What does Tacoma need to do in order to confront the health threats posed by the urban heat island effect and the overall challenges of climate change? In this post, Executive Director of the Tacoma Tree Foundation, Lowell Wyse, explains the health and environmental effects of urban heat island, how the Foundation and city and county partners are working to confront these challenges, and the urgent steps that leaders and governments must take today to ensure trees are an essential component of urban infrastructure tomorrow.
On the other side: Why alternative yards are greener.
In this essay, Eden Standley interviews TTF partners, Robb Krehbiel and Vivian deZwager about their alternative yards, and explains why it is actually greener on the other side—when there’s no lawn. The post provides numerous tips for anyone curious about creating an alternative yard, as well as ways to start small.
Seeing the Urban Forest: Why Tree Stories and Place Awareness Matter
How learning about sense of place can help us understand the reasons why neighborhoods either have or lack trees, and how we can draw on place awareness to grow a fairer and healthier urban forest.
Our Top Moments from 2022
This year was our biggest year ever! We distributed 2,276 trees with the help of 154 volunteers and we have so many memories to share, here are just a few of our highlights!
Urban Trees: Dead on Arrival
New buildings are required to plant trees but what happens after they’re planted?
These 2 maps show the difference we are making— And what we want to do more of!
New data from our Branch Out event this February offers a promising look at our impact.
A Tale of Two Cities
Two proposed projects within a mile of each other, in Fircrest and South Tacoma, highlight how different city policies are affecting tree coverage and quality of life in neighboring communities.

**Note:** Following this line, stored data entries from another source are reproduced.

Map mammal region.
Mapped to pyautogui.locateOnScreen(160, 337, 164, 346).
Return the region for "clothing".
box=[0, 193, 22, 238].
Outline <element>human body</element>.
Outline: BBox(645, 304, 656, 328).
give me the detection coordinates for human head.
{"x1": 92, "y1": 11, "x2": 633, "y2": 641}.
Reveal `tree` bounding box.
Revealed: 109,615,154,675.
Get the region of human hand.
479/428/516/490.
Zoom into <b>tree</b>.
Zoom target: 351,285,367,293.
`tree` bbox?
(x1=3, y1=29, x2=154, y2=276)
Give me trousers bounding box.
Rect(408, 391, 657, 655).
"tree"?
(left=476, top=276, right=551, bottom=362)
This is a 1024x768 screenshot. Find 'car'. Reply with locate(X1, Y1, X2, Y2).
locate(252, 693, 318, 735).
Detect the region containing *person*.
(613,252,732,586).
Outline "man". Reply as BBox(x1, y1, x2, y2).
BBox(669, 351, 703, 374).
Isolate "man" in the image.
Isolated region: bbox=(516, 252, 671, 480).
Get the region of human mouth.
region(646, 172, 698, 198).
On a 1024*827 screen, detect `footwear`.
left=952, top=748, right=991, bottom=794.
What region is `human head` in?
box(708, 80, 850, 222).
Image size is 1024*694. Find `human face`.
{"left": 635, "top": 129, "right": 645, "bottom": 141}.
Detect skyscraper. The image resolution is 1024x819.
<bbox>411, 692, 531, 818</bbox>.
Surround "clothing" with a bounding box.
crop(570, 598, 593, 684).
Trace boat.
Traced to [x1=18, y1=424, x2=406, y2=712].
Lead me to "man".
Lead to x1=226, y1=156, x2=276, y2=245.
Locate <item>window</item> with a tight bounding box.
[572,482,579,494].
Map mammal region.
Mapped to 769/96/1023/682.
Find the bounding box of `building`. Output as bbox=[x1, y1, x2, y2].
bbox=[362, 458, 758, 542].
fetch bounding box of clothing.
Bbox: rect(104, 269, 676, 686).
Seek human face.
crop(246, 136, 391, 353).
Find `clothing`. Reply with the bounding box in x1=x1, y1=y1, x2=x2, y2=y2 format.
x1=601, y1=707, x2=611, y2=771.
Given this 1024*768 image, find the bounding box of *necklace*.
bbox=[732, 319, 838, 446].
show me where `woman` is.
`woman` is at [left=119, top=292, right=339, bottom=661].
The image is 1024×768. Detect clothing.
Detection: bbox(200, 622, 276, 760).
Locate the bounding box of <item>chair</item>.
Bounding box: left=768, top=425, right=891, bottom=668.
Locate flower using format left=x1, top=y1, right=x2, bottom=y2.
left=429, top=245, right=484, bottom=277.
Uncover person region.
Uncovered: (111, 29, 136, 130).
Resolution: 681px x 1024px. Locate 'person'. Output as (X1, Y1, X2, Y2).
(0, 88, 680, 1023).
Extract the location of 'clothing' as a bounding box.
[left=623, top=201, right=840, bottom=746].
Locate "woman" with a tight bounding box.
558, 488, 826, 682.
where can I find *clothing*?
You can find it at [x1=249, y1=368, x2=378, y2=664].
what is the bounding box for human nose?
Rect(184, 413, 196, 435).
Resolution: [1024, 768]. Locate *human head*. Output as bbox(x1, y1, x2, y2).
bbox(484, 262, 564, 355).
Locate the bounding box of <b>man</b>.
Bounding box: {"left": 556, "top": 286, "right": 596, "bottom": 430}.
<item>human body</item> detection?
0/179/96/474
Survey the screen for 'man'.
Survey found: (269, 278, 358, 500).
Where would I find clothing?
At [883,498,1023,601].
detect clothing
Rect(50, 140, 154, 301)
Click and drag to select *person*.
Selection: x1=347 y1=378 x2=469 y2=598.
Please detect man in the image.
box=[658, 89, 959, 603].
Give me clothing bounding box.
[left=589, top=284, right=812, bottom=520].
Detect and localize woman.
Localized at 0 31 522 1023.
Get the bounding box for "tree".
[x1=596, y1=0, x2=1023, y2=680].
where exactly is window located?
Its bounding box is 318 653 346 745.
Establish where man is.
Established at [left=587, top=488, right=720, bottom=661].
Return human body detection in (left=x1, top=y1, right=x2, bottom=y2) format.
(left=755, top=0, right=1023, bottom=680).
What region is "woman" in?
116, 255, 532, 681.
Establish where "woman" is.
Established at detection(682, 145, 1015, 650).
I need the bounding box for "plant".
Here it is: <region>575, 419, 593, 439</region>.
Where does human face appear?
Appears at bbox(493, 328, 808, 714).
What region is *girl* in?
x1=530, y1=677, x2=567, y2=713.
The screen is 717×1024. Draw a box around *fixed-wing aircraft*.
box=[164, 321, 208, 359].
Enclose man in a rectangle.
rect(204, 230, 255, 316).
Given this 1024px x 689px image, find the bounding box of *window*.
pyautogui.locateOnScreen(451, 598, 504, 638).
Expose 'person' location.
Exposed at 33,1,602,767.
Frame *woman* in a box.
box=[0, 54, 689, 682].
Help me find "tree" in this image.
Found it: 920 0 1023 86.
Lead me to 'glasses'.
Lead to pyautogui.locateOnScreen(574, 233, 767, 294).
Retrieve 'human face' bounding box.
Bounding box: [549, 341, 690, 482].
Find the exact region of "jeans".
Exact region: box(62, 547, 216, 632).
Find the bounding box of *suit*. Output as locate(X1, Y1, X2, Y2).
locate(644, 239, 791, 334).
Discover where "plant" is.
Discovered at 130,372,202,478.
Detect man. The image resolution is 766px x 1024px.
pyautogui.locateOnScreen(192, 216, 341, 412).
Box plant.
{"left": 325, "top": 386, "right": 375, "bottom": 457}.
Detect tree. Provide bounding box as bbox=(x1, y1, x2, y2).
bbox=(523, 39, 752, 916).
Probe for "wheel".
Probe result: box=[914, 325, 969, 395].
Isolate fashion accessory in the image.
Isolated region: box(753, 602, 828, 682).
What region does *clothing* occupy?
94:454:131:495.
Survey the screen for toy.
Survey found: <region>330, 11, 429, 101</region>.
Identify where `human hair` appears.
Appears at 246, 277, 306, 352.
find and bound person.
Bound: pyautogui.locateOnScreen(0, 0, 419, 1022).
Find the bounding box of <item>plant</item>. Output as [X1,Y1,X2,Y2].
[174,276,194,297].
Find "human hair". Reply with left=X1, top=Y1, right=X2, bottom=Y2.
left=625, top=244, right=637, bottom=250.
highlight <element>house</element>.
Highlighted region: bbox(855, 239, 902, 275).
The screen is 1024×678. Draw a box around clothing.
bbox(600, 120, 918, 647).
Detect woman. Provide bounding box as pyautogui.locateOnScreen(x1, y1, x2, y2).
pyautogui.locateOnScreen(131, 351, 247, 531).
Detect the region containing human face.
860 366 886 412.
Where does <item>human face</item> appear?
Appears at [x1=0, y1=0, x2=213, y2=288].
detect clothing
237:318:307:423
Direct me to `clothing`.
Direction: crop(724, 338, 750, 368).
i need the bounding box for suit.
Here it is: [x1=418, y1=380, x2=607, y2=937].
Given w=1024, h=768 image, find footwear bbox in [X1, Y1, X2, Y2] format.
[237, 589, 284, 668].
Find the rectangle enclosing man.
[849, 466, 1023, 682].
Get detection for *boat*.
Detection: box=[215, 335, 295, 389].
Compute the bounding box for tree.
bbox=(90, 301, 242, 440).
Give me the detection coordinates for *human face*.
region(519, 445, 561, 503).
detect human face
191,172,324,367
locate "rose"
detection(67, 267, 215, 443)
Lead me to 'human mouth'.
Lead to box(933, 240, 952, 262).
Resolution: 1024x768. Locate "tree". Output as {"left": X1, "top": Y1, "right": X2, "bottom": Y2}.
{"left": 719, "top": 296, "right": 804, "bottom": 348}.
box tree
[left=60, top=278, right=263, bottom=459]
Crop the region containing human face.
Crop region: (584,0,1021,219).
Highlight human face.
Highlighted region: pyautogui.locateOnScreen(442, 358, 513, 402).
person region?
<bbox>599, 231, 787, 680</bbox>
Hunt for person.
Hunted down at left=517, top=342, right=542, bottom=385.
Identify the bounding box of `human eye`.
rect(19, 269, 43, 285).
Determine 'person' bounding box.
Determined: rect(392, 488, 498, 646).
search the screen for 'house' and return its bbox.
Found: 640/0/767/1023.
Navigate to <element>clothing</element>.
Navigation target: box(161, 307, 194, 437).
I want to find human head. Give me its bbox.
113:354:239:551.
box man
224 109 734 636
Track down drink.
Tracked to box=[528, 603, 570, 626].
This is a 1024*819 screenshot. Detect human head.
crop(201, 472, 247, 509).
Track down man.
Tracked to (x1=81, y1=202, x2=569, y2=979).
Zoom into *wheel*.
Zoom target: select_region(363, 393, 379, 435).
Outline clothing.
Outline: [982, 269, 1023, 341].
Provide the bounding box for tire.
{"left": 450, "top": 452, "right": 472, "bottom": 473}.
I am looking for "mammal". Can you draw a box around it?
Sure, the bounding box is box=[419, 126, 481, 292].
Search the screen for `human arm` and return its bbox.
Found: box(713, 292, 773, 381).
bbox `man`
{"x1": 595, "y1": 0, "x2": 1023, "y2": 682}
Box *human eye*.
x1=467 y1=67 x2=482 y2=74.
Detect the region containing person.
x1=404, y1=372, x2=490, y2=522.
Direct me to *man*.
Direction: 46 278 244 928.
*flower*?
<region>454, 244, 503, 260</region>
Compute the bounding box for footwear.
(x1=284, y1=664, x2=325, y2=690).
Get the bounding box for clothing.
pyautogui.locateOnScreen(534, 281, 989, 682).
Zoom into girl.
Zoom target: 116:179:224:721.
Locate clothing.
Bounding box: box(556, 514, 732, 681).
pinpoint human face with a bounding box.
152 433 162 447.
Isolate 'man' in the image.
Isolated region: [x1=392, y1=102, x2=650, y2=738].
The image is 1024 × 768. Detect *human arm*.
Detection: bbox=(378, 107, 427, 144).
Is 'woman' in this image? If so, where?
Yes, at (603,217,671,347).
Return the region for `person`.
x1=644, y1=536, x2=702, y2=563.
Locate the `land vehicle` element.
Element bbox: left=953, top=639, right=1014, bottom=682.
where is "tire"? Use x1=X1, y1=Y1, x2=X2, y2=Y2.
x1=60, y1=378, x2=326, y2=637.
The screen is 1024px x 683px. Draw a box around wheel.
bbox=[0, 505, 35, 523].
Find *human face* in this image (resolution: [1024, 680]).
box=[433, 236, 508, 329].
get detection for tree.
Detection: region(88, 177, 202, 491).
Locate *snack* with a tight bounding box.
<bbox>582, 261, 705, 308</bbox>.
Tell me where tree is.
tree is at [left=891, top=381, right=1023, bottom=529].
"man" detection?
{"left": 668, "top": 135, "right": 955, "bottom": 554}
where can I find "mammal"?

GRIT Project Makes South Tacoma a Focus Neighborhood
At Tacoma Tree Foundation, we believe that community and trees grow together. South Tacoma will be a neighborhood of focus for us in 2022–2023 thanks to a unique collaboration known as G.R.I.T.: Greening Research in Tacoma.
Final PWI grants will provide big impact in 2022
Tacoma Tree Foundation is getting a boost in the new year thanks to the Puyallup Watershed Initiative (PWI).
Friends of Friends of Trees: ACT Mentor Exchange
On a rainy Monday in October, I loaded an Oregon white oak seedling into the back of my car and headed down the road from Tacoma to Portland. It’s not a host gift I would give to just anyone, but the Garry oak prairies form a biological connection across Cascadia, and I did not want to show up at Friends of Trees empty-handed!
Introducing Lowell Wyse, PhD: TTF’s New Executive Director
Some good stories start in the middle.
This one starts on a rainy day in February 2019, when I first met Sarah Low in a Tacoma coffee shop. Sarah had recently created the Tacoma Tree Foundation, and I was dying to know more.
Succession is a Standard Operating Procedure for Change: Both in Forests and in Life
Walking through the forest at Point Defiance Park, you experience the forest around you as a cohesive system made up of many individual parts. Firs, cedars, madrones, maples, huckleberries, ferns, lichens, mosses, and fungi all exist in chaotic harmony, perfectly suited to the part they play in the health and well-being of the forest. Together, it all works. Together, it’s beautiful.